Southern Living’s Best Barbecue in Every Southern State List: Part 2

I commented here in considerable dudgeon about the Southern Living Best Barbecue in Every Southern State selections in Missouri and Virginia. I also bemoaned the omission of Maryland. As I explained, the selections were made not by Robert Moss, their barbecue editor and a man of discernment, but by the readers who responded to Southern Living’s annual Best of the South survey.

So much for Missouri, Virginia, and Maryland. As to the other states, the reading public selected places which I have not visited, including North Carolina (Buxton Hall in Asheville), Florida (the Winter Park original of the 4 Rivers Smokehouse chain), Kentucky (Starnes in Paducah), Louisiana (The Joint in New Orleans), Mississippi (The Shed in Ocean Springs), and Oklahoma (Oklahoma Joe’s in Stillwater).
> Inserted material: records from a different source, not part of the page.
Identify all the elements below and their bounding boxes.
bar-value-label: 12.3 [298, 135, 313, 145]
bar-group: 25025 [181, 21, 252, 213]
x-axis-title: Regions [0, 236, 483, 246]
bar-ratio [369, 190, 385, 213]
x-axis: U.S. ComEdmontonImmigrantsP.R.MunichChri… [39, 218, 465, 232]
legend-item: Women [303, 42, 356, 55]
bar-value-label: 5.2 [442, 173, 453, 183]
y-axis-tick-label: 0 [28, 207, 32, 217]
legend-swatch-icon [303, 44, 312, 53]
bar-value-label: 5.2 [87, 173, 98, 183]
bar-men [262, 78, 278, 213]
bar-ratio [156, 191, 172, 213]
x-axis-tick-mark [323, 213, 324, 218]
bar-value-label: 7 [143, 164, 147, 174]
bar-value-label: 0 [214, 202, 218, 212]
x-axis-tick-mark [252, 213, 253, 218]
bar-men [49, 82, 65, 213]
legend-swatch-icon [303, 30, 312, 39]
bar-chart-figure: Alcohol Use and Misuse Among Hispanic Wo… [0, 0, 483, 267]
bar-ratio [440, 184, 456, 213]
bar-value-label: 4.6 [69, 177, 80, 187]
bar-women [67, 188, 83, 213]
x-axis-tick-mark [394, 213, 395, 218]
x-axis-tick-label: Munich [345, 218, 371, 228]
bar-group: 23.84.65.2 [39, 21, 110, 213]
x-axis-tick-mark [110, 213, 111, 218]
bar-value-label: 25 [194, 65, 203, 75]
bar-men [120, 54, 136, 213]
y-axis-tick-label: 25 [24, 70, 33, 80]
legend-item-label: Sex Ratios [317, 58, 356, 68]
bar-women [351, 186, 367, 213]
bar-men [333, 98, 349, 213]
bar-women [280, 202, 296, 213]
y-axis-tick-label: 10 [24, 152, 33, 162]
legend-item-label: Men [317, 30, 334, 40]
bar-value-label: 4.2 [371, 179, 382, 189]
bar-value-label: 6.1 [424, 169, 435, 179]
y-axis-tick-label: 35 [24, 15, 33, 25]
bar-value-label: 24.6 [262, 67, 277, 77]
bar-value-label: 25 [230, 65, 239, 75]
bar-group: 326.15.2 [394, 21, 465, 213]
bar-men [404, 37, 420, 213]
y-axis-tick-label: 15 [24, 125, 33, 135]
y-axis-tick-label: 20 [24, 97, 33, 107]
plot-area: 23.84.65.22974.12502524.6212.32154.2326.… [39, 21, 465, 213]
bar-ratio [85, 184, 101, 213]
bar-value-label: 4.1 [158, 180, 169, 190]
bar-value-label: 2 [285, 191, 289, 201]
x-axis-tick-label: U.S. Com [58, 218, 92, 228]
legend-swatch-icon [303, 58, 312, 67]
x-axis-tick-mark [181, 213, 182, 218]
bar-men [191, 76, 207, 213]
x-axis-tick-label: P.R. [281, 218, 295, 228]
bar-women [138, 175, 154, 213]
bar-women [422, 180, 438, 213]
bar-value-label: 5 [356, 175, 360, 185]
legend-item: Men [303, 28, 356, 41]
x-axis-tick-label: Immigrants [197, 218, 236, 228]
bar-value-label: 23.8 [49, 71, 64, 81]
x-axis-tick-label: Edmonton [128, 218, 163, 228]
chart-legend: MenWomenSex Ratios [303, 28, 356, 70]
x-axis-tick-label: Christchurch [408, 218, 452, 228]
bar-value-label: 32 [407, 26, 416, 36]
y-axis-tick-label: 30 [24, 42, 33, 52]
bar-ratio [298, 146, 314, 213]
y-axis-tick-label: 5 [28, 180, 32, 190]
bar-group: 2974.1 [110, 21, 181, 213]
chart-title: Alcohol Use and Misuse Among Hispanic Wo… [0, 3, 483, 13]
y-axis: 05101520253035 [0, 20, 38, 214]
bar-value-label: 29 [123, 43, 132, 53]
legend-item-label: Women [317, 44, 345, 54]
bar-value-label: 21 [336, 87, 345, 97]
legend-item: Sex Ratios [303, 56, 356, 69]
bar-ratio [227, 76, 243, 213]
I don’t have anything to say about those, other than I hear that Buxton Hall will put blueberry-chipotle sauce on defenseless ribs, and they’d have to go a long way to live that down.

I do have disagreements about the others not, as before, because the place the readers selected was horrible, but because there are better places.

Alabama

The Alabama selection illustrates a problem of “Best Barbecue” lists. Alabama is a great place not only for ribs, but perhaps more for wonderful pork shoulders, and for their famed chicken with white sauce. How can you really compare ribs and pork shoulders? It’s apples and oranges.
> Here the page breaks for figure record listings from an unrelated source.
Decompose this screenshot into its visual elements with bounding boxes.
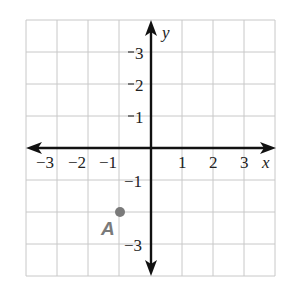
x-tick-label-neg2: −2 [68, 154, 86, 171]
y-tick-label-neg3: −3 [124, 237, 142, 254]
x-tick-label-3: 3 [240, 154, 249, 171]
axes [34, 28, 268, 268]
x-axis-label: x [262, 154, 270, 171]
y-tick-label-1: 1 [135, 109, 144, 126]
x-tick-label-neg1: −1 [99, 154, 117, 171]
point-a-marker [115, 207, 125, 217]
x-tick-label-neg3: −3 [36, 154, 54, 171]
coordinate-plane [0, 0, 292, 288]
y-tick-label-neg1: −1 [124, 173, 142, 190]
point-a-label: A [101, 218, 115, 240]
y-tick-label-2: 2 [135, 77, 144, 94]
x-tick-label-1: 1 [178, 154, 187, 171]
x-tick-label-2: 2 [209, 154, 218, 171]
y-tick-marks [128, 52, 134, 116]
y-axis-label: y [162, 24, 170, 41]
y-tick-label-3: 3 [135, 45, 144, 62]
At any rate, for Alabama, the readers selected the original Dreamland (reviewed here) on Jug Factory Road in Tuscaloosa, which used to be mentioned repeatedly in every national broadcast of an Alabama football game: huge name recognition. Dreamland sells ribs, quite good ribs, and their sauce is delicious: poured on white bread, it’s one of the great appetizers or side dishes. The original location wins out over the other locations mainly on atmosphere. Dreamland is not, however, nearly as good as Archibald’s across the river on MLK in Northport.

As I wrote here, Archibald’s simply has the best ribs on the face of the earth. The absolute best.
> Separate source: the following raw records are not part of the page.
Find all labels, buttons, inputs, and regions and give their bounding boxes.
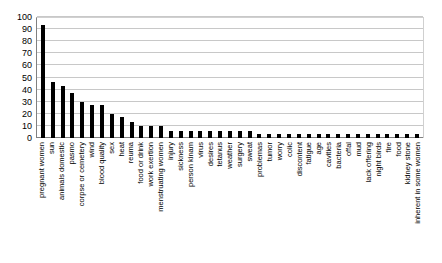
y-axis: 0102030405060708090100 <box>0 17 34 138</box>
x-label-slot: person kinam <box>185 139 195 263</box>
x-label-slot: animals domestic <box>57 139 67 263</box>
x-tick-label: desires <box>207 142 215 166</box>
bar <box>179 131 183 138</box>
x-tick-label: injury <box>167 142 175 160</box>
x-tick-label: sickness <box>177 142 185 171</box>
bar-slot <box>176 18 186 138</box>
bar <box>130 122 134 138</box>
x-label-slot: mud <box>354 139 364 263</box>
bar <box>277 134 281 138</box>
x-label-slot: pasmo <box>67 139 77 263</box>
x-label-slot: worry <box>274 139 284 263</box>
x-label-slot: night birds <box>373 139 383 263</box>
x-tick-label: lack offering <box>365 142 373 182</box>
x-tick-label: sweat <box>246 142 254 162</box>
x-label-slot: reuma <box>126 139 136 263</box>
bar-slot <box>107 18 117 138</box>
bar-slot <box>68 18 78 138</box>
bar <box>405 134 409 138</box>
y-tick-label: 10 <box>22 121 32 130</box>
x-label-slot: corpse or cemetery <box>77 139 87 263</box>
bar-slot <box>412 18 422 138</box>
x-tick-label: inherent in some women <box>414 142 422 224</box>
bar-slot <box>186 18 196 138</box>
y-tick-label: 90 <box>22 25 32 34</box>
x-tick-label: reuma <box>127 142 135 163</box>
x-label-slot: food or drink <box>136 139 146 263</box>
x-label-slot: cavities <box>324 139 334 263</box>
bar-slot <box>235 18 245 138</box>
y-tick-label: 60 <box>22 61 32 70</box>
bar-slot <box>343 18 353 138</box>
bar-slot <box>117 18 127 138</box>
y-tick-label: 40 <box>22 85 32 94</box>
bar <box>100 105 104 138</box>
x-tick-label: cavities <box>325 142 333 167</box>
x-label-slot: surgery <box>235 139 245 263</box>
bar <box>110 114 114 138</box>
x-label-slot: heat <box>116 139 126 263</box>
bar-slot <box>38 18 48 138</box>
bar-slot <box>166 18 176 138</box>
x-tick-label: night birds <box>375 142 383 177</box>
x-label-slot: pregnant women <box>37 139 47 263</box>
bar <box>248 131 252 138</box>
bar-slot <box>383 18 393 138</box>
bar <box>80 102 84 138</box>
gridline-100 <box>37 16 423 17</box>
bar-slot <box>402 18 412 138</box>
x-tick-label: person kinam <box>187 142 195 187</box>
x-tick-label: work exertion <box>147 142 155 187</box>
x-label-slot: sun <box>47 139 57 263</box>
x-label-slot: discontent <box>294 139 304 263</box>
x-label-slot: inherent in some women <box>413 139 423 263</box>
x-tick-label: sex <box>108 142 116 154</box>
bar <box>415 134 419 138</box>
x-label-slot: weather <box>225 139 235 263</box>
bar-slot <box>146 18 156 138</box>
x-tick-label: pasmo <box>68 142 76 165</box>
y-tick-label: 80 <box>22 37 32 46</box>
bar <box>317 134 321 138</box>
x-label-slot: desires <box>205 139 215 263</box>
x-tick-label: fatigue <box>305 142 313 165</box>
bar-slot <box>87 18 97 138</box>
bar-slot <box>392 18 402 138</box>
bars-container <box>37 18 423 138</box>
bar <box>238 131 242 138</box>
y-tick-label: 20 <box>22 109 32 118</box>
x-label-slot: virus <box>195 139 205 263</box>
bar <box>267 134 271 138</box>
bar-slot <box>58 18 68 138</box>
x-tick-label: surgery <box>236 142 244 167</box>
x-label-slot: wind <box>86 139 96 263</box>
bar-slot <box>77 18 87 138</box>
x-tick-label: food or drink <box>137 142 145 184</box>
x-tick-label: animals domestic <box>58 142 66 200</box>
bar <box>169 131 173 138</box>
bar <box>376 134 380 138</box>
bar <box>287 134 291 138</box>
x-tick-label: discontent <box>296 142 304 176</box>
x-tick-label: tumor <box>266 142 274 161</box>
x-label-slot: sex <box>106 139 116 263</box>
x-tick-label: sun <box>48 142 56 154</box>
bar <box>385 134 389 138</box>
x-label-slot: offal <box>344 139 354 263</box>
bar-slot <box>363 18 373 138</box>
x-label-slot: lack offering <box>363 139 373 263</box>
bar-slot <box>294 18 304 138</box>
bar <box>159 126 163 138</box>
bar-slot <box>373 18 383 138</box>
y-tick-label: 100 <box>17 13 32 22</box>
x-label-slot: injury <box>166 139 176 263</box>
x-label-slot: problemas <box>255 139 265 263</box>
bar-slot <box>353 18 363 138</box>
x-tick-label: wind <box>88 142 96 157</box>
x-tick-label: age <box>315 142 323 155</box>
x-tick-label: fire <box>385 142 393 152</box>
bar-slot <box>196 18 206 138</box>
x-label-slot: sweat <box>245 139 255 263</box>
bar-slot <box>215 18 225 138</box>
bar <box>346 134 350 138</box>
And pork shoulders. The pork shoulder vote undoubtedly was split among SAW’s, Miss Myra’s, Bob Gibson’s, and other great places — I’m leaving out so many — too numerous to mention. Click those three links and then search “Alabama” for a world of great barbecue.

Arkansas

McClard’s was the reader selection for Best Barbecue in Arkansas. Nancy and I ate there during our long return from my teaching stint at Baylor Law School, and I was lucky to be able to go. Nancy had put her foot down after I insisted upon stopping at two barbecue places for lunch the day we left. Fortunately, it was Bill Clinton’s favorite barbecue place when he was growing up in Hot Springs, and that got her to relent. McClard’s is a good place. The pork was good and they also have hot tamales — the big Mexican tamales, not the smaller Delta tamales. The tamales were good, too.

So McClard’s was good, but not as good as the Dixie Pig in Blytheville, reviewed here. I had a sandwich there during my Great Memphis Region Barbecue Sandwich Tour. It was as close to the Platonic ideal of a barbecue sandwich as I have had, with the richness of pit-cooked pork, the crunch and bitter flavor of raw cabbage, and the tang of a great vinegar and pepper sauce. It’s well worth a 100-mile drive. Indeed, there’s a guy from Demopolis, Alabama who goes to Blytheville periodically and buys 100 barbecue sandwiches, freezes them, and eats them daily until he needs to buy some more.

Georgia

Southern Living readers named Wiley’s Championship Barbecue as best in Georgia. I ate there years ago, and it may have been the best place in Savannah, anyway. Among the places I’ve eaten in Georgia, though, I’d go with B’s Cracklin’ BBQ in Savannah (reviewed here, and now in Atlanta as well).

Let’s see. That leaves South Carolina, Tennessee, and Texas. Oh, and Washington, DC. I’ll save them for another post. Meanwhile, stay safe and get some carry-out barbecue. The places near you need some help in this crisis.